How do statesmen think about strategy? What are the factors – politics, economics, culture – that shape their idea of grand strategy and what acceptable or desirable outcomes might be? These questions have intrigued political thinkers and actors for millennia, and now, EverScholar ponders them with a team befitting the enormity of the topic – and with you.

This course examines timeless questions, approaching them by querying different ideas of strategy across the 20th century, placing them in historical and cultural context. We examine what states want, and how they express it through the choices and actions of political and military actors and thinkers, concentrating on periods of hot and cold war. In doing so, we shall explore the people, ideas and practices that shape the past, present and likely future of grand strategy in the modern world.

We look at both theory and practice at every turn. Our structure is that of case studies, specifically, three pivotal 20th century historical moments and their associated strategic challenges, choices, and key statesmen.

To this end, we have assembled a team of six(!) brilliant, world-class, renowned scholars, honored diplomats, valued advisors, recognized experts, and beloved teachers.

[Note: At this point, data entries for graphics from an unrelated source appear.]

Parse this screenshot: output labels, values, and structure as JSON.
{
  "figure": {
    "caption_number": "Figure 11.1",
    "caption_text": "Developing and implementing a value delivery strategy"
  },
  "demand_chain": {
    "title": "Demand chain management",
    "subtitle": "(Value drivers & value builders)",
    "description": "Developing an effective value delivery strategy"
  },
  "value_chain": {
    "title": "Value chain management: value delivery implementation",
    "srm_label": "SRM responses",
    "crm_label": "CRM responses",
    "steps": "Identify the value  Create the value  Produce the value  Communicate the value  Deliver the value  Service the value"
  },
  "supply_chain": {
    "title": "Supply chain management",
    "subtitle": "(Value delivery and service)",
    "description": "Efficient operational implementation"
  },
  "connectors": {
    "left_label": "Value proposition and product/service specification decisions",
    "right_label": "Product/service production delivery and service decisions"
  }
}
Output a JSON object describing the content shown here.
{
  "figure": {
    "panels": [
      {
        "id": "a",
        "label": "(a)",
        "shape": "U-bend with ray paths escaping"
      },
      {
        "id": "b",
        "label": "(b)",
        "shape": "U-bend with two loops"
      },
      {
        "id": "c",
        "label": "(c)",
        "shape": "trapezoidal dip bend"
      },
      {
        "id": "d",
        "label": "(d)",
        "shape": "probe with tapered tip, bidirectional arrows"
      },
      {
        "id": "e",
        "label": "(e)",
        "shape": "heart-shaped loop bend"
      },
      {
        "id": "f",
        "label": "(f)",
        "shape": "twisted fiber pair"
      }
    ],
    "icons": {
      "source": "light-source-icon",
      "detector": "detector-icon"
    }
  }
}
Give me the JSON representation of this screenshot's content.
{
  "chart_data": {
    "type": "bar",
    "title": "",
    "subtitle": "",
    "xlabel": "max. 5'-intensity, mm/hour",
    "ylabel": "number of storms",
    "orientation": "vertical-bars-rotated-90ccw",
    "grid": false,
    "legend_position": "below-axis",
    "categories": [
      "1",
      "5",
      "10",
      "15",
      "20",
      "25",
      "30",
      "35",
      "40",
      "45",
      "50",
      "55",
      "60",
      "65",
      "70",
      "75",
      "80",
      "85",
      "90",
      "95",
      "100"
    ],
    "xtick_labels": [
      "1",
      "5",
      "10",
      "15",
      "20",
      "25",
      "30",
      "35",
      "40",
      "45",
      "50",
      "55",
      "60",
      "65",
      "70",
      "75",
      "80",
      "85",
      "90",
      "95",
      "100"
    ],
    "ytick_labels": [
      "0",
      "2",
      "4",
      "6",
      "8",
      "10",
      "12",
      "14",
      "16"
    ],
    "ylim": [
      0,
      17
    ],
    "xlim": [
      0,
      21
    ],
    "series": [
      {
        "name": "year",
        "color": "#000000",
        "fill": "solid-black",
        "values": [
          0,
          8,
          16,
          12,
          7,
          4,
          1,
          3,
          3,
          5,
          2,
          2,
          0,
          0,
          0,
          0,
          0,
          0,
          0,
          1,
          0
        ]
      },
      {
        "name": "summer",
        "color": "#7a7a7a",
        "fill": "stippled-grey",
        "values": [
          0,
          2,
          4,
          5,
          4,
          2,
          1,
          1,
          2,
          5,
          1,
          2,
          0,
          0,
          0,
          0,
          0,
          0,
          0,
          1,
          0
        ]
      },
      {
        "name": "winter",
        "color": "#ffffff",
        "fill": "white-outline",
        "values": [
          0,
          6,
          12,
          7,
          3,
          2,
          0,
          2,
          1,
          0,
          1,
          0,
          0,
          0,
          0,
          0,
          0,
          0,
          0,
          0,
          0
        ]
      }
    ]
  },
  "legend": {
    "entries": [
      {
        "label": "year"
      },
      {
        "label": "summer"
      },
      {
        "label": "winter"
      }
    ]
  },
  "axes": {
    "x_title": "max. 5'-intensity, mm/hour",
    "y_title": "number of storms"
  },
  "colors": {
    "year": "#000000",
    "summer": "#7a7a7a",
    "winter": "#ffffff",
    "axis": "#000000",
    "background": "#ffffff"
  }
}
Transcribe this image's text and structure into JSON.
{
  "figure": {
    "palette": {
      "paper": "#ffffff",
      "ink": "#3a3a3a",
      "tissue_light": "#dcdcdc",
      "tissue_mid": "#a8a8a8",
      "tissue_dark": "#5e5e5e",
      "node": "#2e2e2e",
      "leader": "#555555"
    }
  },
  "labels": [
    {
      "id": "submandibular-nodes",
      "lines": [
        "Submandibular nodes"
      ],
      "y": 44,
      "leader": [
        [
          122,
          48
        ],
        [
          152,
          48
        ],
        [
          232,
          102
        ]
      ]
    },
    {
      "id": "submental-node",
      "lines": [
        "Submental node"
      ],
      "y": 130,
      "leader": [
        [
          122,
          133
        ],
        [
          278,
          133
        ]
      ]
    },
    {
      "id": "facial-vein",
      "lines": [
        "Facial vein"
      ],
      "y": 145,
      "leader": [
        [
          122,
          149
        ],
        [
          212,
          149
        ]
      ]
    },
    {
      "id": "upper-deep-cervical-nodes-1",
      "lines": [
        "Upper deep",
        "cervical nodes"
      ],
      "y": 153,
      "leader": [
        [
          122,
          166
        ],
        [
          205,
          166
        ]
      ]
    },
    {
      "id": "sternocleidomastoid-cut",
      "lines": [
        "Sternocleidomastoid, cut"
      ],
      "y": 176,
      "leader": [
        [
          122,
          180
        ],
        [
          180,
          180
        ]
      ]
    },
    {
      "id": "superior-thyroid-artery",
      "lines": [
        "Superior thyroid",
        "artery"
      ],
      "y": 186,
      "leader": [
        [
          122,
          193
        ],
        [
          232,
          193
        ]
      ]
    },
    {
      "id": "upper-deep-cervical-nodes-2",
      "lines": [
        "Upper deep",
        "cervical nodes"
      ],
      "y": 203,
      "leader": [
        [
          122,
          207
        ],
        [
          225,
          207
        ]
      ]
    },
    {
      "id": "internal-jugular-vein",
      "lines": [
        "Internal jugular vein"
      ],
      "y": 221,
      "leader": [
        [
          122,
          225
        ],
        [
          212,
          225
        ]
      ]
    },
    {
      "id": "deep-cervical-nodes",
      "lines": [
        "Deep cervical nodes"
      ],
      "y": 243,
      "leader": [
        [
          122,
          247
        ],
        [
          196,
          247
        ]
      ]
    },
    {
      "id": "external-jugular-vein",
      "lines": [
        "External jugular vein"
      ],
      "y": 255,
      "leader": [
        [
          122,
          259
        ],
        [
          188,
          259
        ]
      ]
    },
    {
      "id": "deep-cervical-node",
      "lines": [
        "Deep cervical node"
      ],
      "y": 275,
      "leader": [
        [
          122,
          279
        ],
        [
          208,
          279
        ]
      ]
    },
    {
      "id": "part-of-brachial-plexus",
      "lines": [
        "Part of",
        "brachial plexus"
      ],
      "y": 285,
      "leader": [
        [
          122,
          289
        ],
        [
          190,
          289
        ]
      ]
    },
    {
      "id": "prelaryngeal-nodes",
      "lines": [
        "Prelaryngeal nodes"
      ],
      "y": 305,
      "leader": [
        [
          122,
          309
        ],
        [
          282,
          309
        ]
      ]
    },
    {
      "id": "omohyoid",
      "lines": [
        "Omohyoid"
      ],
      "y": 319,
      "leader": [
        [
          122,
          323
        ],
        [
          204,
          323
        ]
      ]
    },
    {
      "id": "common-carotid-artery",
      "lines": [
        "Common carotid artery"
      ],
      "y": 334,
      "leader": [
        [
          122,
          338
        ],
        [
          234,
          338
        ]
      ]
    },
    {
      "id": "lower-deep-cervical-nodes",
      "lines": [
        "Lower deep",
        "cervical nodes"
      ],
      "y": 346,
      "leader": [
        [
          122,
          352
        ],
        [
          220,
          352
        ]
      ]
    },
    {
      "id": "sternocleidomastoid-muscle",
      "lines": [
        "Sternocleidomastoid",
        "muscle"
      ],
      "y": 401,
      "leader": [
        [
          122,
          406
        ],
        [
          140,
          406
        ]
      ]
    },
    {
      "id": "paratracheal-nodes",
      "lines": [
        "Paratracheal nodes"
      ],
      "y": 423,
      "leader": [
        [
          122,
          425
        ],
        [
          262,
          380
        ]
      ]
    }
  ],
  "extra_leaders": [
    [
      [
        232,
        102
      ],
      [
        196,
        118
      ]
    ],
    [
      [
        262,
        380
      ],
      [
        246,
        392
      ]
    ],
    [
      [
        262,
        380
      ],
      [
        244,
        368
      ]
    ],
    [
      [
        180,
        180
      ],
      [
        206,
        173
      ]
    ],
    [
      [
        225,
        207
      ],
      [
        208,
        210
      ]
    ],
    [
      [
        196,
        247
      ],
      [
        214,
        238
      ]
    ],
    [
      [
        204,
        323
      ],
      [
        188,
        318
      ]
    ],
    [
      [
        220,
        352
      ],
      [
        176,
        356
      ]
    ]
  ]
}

We invite you to peruse our faculty’s bios – then imagine yourself in class, at dinner, and visiting key historical, cultural, and diplomatic sites with Sir Philip Bobbitt, advisor to seven US Presidents, or Arne Westad, head of Yale’s legendary Grand Strategy program, or Patricia Clavin, acclaimed Oxford historian of the League of Nations, just for some examples.

The United Kingdom is the perfect place to conduct our exploration, and we will take advantage of its innumerable on-point resources to enhance our program at every turn.

This is the absolute best way to tackle a topic that is at once seductive and yet resists even a precise definition: by immersing ourselves in it, with a group of great and experienced minds, day after day, seminar after seminar, formally and informally. Your fellow EverScholars will join you on this journey, and at its end, will continue to join you, now as new lifeline learners.